Slayage Conference Attracts Whedon Scholars

The fourth Slayage Conference on the Whedonverses will convene June 3-6 at Flagler College in St. Augustine, Florida.

SC4 is organized by the college in partnership with the Whedon Studies Association. When scholars study a prolific living artist there is barely room to list all the exciting developments that crop up between conferences, as one can tell from the introductory remarks in the conference program (PDF file):

The freshly?minted Whedon Studies Association welcomes you to the fourth biennial Slayage Conference on the Whedonverses . At the first three—in Nashville (Middle Tennessee State University, 2004), Barnesville (Gordon College, 2006), and Arkadelphia (Henderson State University, 2008)—over 400 paper s on the works of Joss Whedon were presented. Last time we met, Dr. Horrible’s Sing-along Blog had not yet been webcast and Dollhouse had not yet aired (or been cancelled). So we have much to talk about, including fresh takes on Buffy, Angel, Firefly, and Serenity.

The conference’s keynote speakers (and their topics) are Lorna Jowett (Sex and the Slayer), Dale Koontz (Faith and Choice in the Works of Joss Whedon), and Steve Halfyard (Music, Sound, and Silence in Buffy the Vampire Slayer).

[Thanks to Richard Gutkes for the story.]

Snappy Valentine’s Day

Snapshots #17 brings you seven developments of interest to fans.

(1) Reminiscences about Forry Ackerman by two fans who knew him for years, Alan White and Bill Mills, are featured on “The Wasted Hour” episode #9, hosted by Arnie Katz and produced and directed by Mills. The ‘cast is available on several sites, including the Las Vegrants website, The Fan Video Network (along with all previous episodes), the BluBrry.com podcasting communites and as an iTunes vidcast.

(2) The Los Angeles Times “Hero Complex Blog” carries an intriguing rumor about attempts to make a Jonny Quest movie:

One of the more intriguing popcorn-movie scripts floating around town right now is Dan Mazeau’s rollicking live-action adaptation of “Jonny Quest,” the savvy and sublime 1960s animated adventure series that felt like “Dr. No” for kids or a post-Sputnik version of “Terry and the Pirates.”

(3) This is as wild a piece of technological art as you would ever want to see. Check out the video of the Corpus Clock in action:

At first glance, it doesn’t look like a clock. There’s the giant fanged insect on top. And instead of hands, it uses glowing blue LEDs to tell the time. Called the Corpus Clock—it’s installed at Corpus Christi College in Cambridge, England—the timepiece was designed by John Taylor, an alumnus, clock collector, and lifelong inventor who wanted to blend 18th-century tech with a hypermodern aesthetic. The bug is called a Chronophage, or time-eater, and it’s actually a scarier version of the grasshopper escapement, a 1720s breakthrough that transformed clock making. But in this case the pendulum-driven heart is wedded to a silicon brain, which lets the device do surprisingly un-clocklike things—slow down, stop, even run backward. “I wanted a clock that would play with you,” Taylor says. How steampunkeriffic.

(4) I should verify this with Scott and Jane Dennis, but it sounds like Henry the Eighth only wore what we might today call fannish medium size:

Early in Henry VIII’s reign the Venetian Ambassador described him as “the handsomest potentate I ever set eyes on, with an extremely fine calf to his leg . . . and a round face so very beautiful that it would become a pretty woman.”

Six wives, one Reformation and a lot of feasting later, Henry had become, by the time of his death in 1547, larger than life.

The Royal Armouries show, Henry VIII: Dressed to Kill, will be built around five complete suits of armour from the Tower, the Armouries in Leeds and the Metropolitan Museum in New York, as well as incomplete ones. “It will be the one place where you see the king in three dimensions and get an idea of his immense physical presence,” Graeme Rimer, academic director of the Royal Armouries, said. “The armour tells us unequivocally that he was 6ft 1in and that he was pretty enormous but still vigorous at the end of his life.”

(5) Probably not the most romantic Valentine’s Day gift, but you can order a t-shirt captioned “And then Buffy staked Edward.”

(6) Vanessa Redgrave and her daughter Joely Richardson are among the star cast announced for the BBC’s new version of sci-fi classic The Day of The Triffids. “No word on who plays any of the triffids, though,” says Andrew Porter.

(7) Nebula Weekend Registration Now Online:

Some of the highlights include: a mixer with the WGA, Chuck Lorre will be the Keynote Speaker, Harry Harrison will receive the Grand Master Award, Janis Ian will be our Toastmistress and much, much more.

[For links included here, thanks to James Hay, Andrew Porter, Arnie Katz and Darlene Marshall.]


Exercise aim ▸ Keep only the lines that hold the string "Atlantic", filtering out the rest of the entries below.
-=-=-
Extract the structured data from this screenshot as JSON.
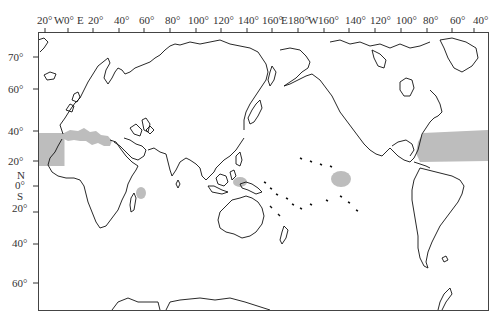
{
  "map": {
    "title": "",
    "projection": "Pacific-centered equirectangular world map",
    "colors": {
      "land_outline": "#111111",
      "shaded_region": "#bdbdbd",
      "frame": "#444444",
      "background": "#ffffff"
    },
    "top_axis_labels": [
      {
        "text": "20°",
        "x": 37
      },
      {
        "text": "W",
        "x": 54
      },
      {
        "text": "0°",
        "x": 64
      },
      {
        "text": "E",
        "x": 77
      },
      {
        "text": "20°",
        "x": 88
      },
      {
        "text": "40°",
        "x": 114
      },
      {
        "text": "60°",
        "x": 139
      },
      {
        "text": "80°",
        "x": 165
      },
      {
        "text": "100°",
        "x": 188
      },
      {
        "text": "120°",
        "x": 213
      },
      {
        "text": "140°",
        "x": 238
      },
      {
        "text": "160°",
        "x": 262
      },
      {
        "text": "E",
        "x": 281
      },
      {
        "text": "180°",
        "x": 288
      },
      {
        "text": "W",
        "x": 308
      },
      {
        "text": "160°",
        "x": 318
      },
      {
        "text": "140°",
        "x": 345
      },
      {
        "text": "120°",
        "x": 370
      },
      {
        "text": "100°",
        "x": 396
      },
      {
        "text": "80°",
        "x": 423
      },
      {
        "text": "60°",
        "x": 450
      },
      {
        "text": "40°",
        "x": 473
      }
    ],
    "top_ticks_x": [
      45,
      68,
      93,
      119,
      144,
      170,
      196,
      221,
      247,
      272,
      298,
      324,
      349,
      375,
      401,
      427,
      452,
      474
    ],
    "left_axis_labels": [
      {
        "text": "70°",
        "y": 56
      },
      {
        "text": "60°",
        "y": 88
      },
      {
        "text": "40°",
        "y": 128
      },
      {
        "text": "20°",
        "y": 158
      },
      {
        "text": "N",
        "y": 172
      },
      {
        "text": "0°",
        "y": 183
      },
      {
        "text": "S",
        "y": 193
      },
      {
        "text": "20°",
        "y": 206
      },
      {
        "text": "40°",
        "y": 240
      },
      {
        "text": "60°",
        "y": 279
      }
    ],
    "left_ticks_y": [
      57,
      89,
      131,
      161,
      186,
      212,
      244,
      283
    ],
    "shaded_regions": [
      {
        "name": "Eastern North Atlantic off NW Africa",
        "type": "rect"
      },
      {
        "name": "Mediterranean Sea",
        "type": "poly"
      },
      {
        "name": "Western North Atlantic / Sargasso Sea",
        "type": "rect"
      },
      {
        "name": "Western Indian Ocean near Madagascar",
        "type": "ellipse"
      },
      {
        "name": "Western Pacific near New Guinea",
        "type": "ellipse"
      },
      {
        "name": "Central Pacific near Hawaii-south",
        "type": "ellipse"
      }
    ]
  }
}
-=-=-
Task answer ▸
        "name": "Eastern North Atlantic off NW Africa",
        "name": "Western North Atlantic / Sargasso Sea",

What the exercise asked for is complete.